WNYC and its partners will deploy an army of volunteers equipped with sensors this summer to investigate how heat affects the health of Harlem residents of New York.
The Harlem Heat Project will capture air conditions in hard-to-access indoor spaces with the help of these community-based “ambassadors.” The volunteers will also collect updates about the residents with a mobile app. Reporters will document the process in multiple installments over the summer.
More people die of extreme heat in the United States every year than in hurricanes and other natural disasters combined, according to the National Weather Service.. Many of these victims are elderly and poor, and their deaths occur behind closed doors, out of the view of public agencies and the media.
“The Harlem Heat Project will be one important way to get into those hot stuffy rooms where the Harlem population lives, document the dangers they face through crowd-sourced data and identify ways to reduce the risks,” said WNYC Senior Editor Matthew Schuerman, one of the team’s leaders.
Collaborating on the project are WNYC’s health podcast “Only Human,” climate news service AdaptNY, and community climate and weather journal ISeeChange. Partners from Harlem include community radio station WHCR-FM90.3, and WE ACT for Environmental Justice, active in Northern Manhattan for nearly 30 years.
Beginning in July, the team will place the first of what will ultimately be up to 60 inexpensive sensors in Harlem residences that lack air conditioning in order to continuously monitor indoor conditions during the hottest part of summer.
Volunteers in the community will be trained how to use the sensors to capture and upload data from smartphones and watch for and respond to signs of heat stress as they talk to vulnerable neighbors during regular sensor site visits.
The heat and humidity sensor is being developed and prototyped by WNYC’s Data News Editor John Keefe. “We’re using do-it-yourself hobby electronics, and documenting our process along the way, so that anyone could replicate this project in their own community,” Keefe said.
The project will also provide a window into the lives of community members, offering stories and profiles of residents. Additional reporting is planned on related topics, such as the dangers of heat, ways to keep cool, and options to strengthen community resilience to heat.

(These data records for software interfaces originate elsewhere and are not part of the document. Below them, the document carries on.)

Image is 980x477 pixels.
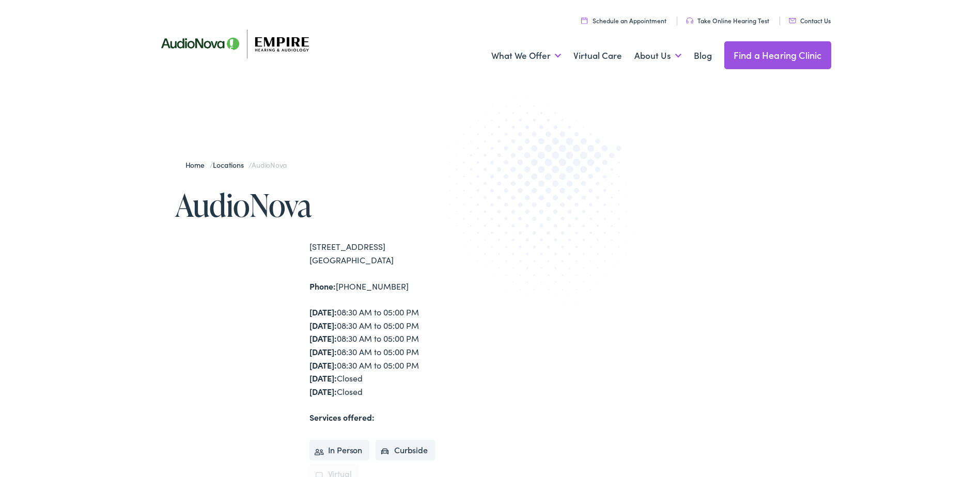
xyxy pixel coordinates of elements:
strong: [DATE]: [310,346,337,357]
a: Virtual Care [573,36,622,75]
strong: [DATE]: [310,372,337,383]
img: utility icon [789,18,796,24]
img: utility icon [581,17,588,24]
span: / / [186,159,287,170]
a: Find a Hearing Clinic [724,41,831,69]
a: Take Online Hearing Test [686,16,769,25]
strong: [DATE]: [310,359,337,371]
img: utility icon [686,17,693,24]
strong: [DATE]: [310,332,337,344]
a: Blog [694,36,712,75]
a: Home [186,159,210,170]
a: Contact Us [789,16,831,25]
div: 08:30 AM to 05:00 PM 08:30 AM to 05:00 PM 08:30 AM to 05:00 PM 08:30 AM to 05:00 PM 08:30 AM to 0... [310,305,490,398]
a: Locations [213,159,248,170]
div: [PHONE_NUMBER] [310,280,490,293]
strong: [DATE]: [310,386,337,397]
strong: [DATE]: [310,320,337,331]
strong: Services offered: [310,412,374,423]
h1: AudioNova [175,188,490,222]
a: Schedule an Appointment [581,16,666,25]
li: Curbside [376,440,435,461]
span: AudioNova [252,159,287,170]
a: What We Offer [491,36,561,75]
strong: [DATE]: [310,306,337,318]
strong: Phone: [310,281,336,292]
div: [STREET_ADDRESS] [GEOGRAPHIC_DATA] [310,240,490,266]
li: In Person [310,440,370,461]
a: About Us [635,36,681,75]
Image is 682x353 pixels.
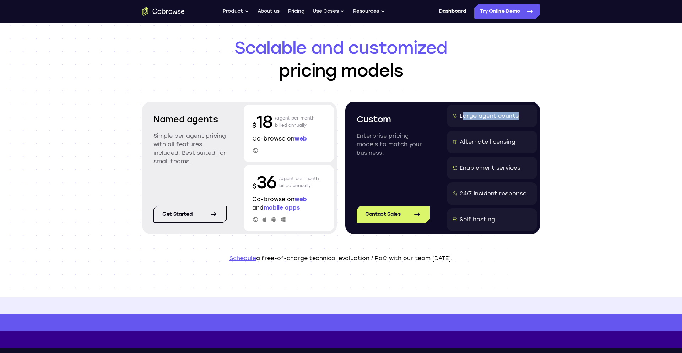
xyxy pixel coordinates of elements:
[474,4,540,18] a: Try Online Demo
[275,110,315,133] p: /agent per month billed annually
[460,215,495,224] div: Self hosting
[252,134,326,143] p: Co-browse on
[142,36,540,82] h1: pricing models
[460,163,521,172] div: Enablement services
[357,131,430,157] p: Enterprise pricing models to match your business.
[357,113,430,126] h2: Custom
[223,4,249,18] button: Product
[154,131,227,166] p: Simple per agent pricing with all features included. Best suited for small teams.
[353,4,385,18] button: Resources
[258,4,280,18] a: About us
[460,138,516,146] div: Alternate licensing
[279,171,319,193] p: /agent per month billed annually
[439,4,466,18] a: Dashboard
[357,205,430,222] a: Contact Sales
[295,195,307,202] span: web
[295,135,307,142] span: web
[154,205,227,222] a: Get started
[252,110,272,133] p: 18
[460,189,527,198] div: 24/7 Incident response
[252,182,257,190] span: $
[252,195,326,212] p: Co-browse on and
[313,4,345,18] button: Use Cases
[252,122,257,129] span: $
[154,113,227,126] h2: Named agents
[142,36,540,59] span: Scalable and customized
[230,254,256,261] a: Schedule
[264,204,300,211] span: mobile apps
[142,7,185,16] a: Go to the home page
[142,254,540,262] p: a free-of-charge technical evaluation / PoC with our team [DATE].
[460,112,519,120] div: Large agent counts
[252,171,277,193] p: 36
[288,4,305,18] a: Pricing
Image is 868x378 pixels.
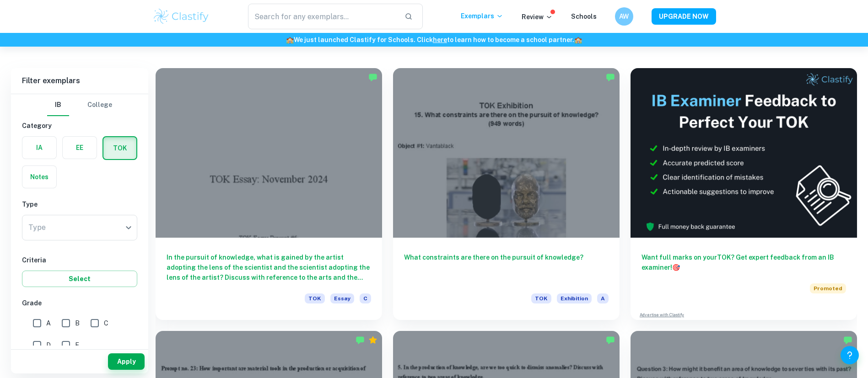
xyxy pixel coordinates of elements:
h6: Grade [22,298,137,308]
div: Filter type choice [47,94,112,116]
span: A [597,294,609,304]
button: Notes [22,166,56,188]
span: TOK [305,294,325,304]
button: TOK [103,137,137,159]
a: Schools [571,13,596,20]
img: Thumbnail [630,68,857,238]
input: Search for any exemplars... [248,4,397,29]
span: D [47,340,51,350]
h6: We just launched Clastify for Schools. Click to learn how to become a school partner. [2,35,866,45]
span: TOK [532,294,551,304]
span: Promoted [810,283,846,294]
h6: Criteria [22,255,137,265]
h6: AW [618,11,629,21]
div: Premium [368,335,378,345]
h6: Filter exemplars [11,68,148,94]
h6: In the pursuit of knowledge, what is gained by the artist adopting the lens of the scientist and ... [167,253,371,283]
span: 🏫 [574,36,582,43]
button: AW [615,7,633,25]
img: Clastify logo [152,7,210,25]
h6: What constraints are there on the pursuit of knowledge? [404,253,609,283]
button: Apply [108,354,145,370]
img: Marked [844,335,852,345]
img: Marked [368,73,378,82]
span: C [104,318,108,328]
img: Marked [606,73,615,82]
button: College [88,94,112,116]
p: Exemplars [460,11,503,21]
a: Want full marks on yourTOK? Get expert feedback from an IB examiner!PromotedAdvertise with Clastify [630,68,857,320]
span: B [75,318,80,328]
button: IA [22,137,56,159]
span: Essay [330,294,354,304]
a: here [433,36,447,43]
button: UPGRADE NOW [652,8,716,24]
span: Exhibition [557,294,592,304]
h6: Type [22,200,137,209]
button: Select [22,271,137,287]
h6: Category [22,121,137,131]
span: E [75,340,79,350]
p: Review [521,12,553,22]
span: C [359,294,371,304]
h6: Want full marks on your TOK ? Get expert feedback from an IB examiner! [641,253,846,272]
a: What constraints are there on the pursuit of knowledge?TOKExhibitionA [393,68,619,320]
span: 🏫 [286,36,294,43]
button: EE [62,137,96,159]
span: A [47,318,51,328]
a: In the pursuit of knowledge, what is gained by the artist adopting the lens of the scientist and ... [156,68,382,320]
img: Marked [606,335,615,345]
button: Help and Feedback [840,346,859,365]
img: Marked [355,335,365,345]
span: 🎯 [672,264,680,271]
button: IB [47,94,69,116]
a: Advertise with Clastify [640,312,684,318]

The project expects to gather insights directly from the citizen science ambassadors and participating community members through a new phone app developed by iSeeChange and NASA. The app allows community members to contribute directly to the Harlem Heat Project’s urban heat investigation.
“Stories and data are two sides of the same coin, and we need both to guide adaptation and decisions,” says iSeeChange founder Julia Kumari Drapkin. “The tracker empowers communities to tell their own stories alongside the temperature, carbon dioxide, and weather data each season and to keep their own records of heat impacts.”
The project will run from July through September with the intention of fostering a community dialogue on the risks of global warming and climate change in New York.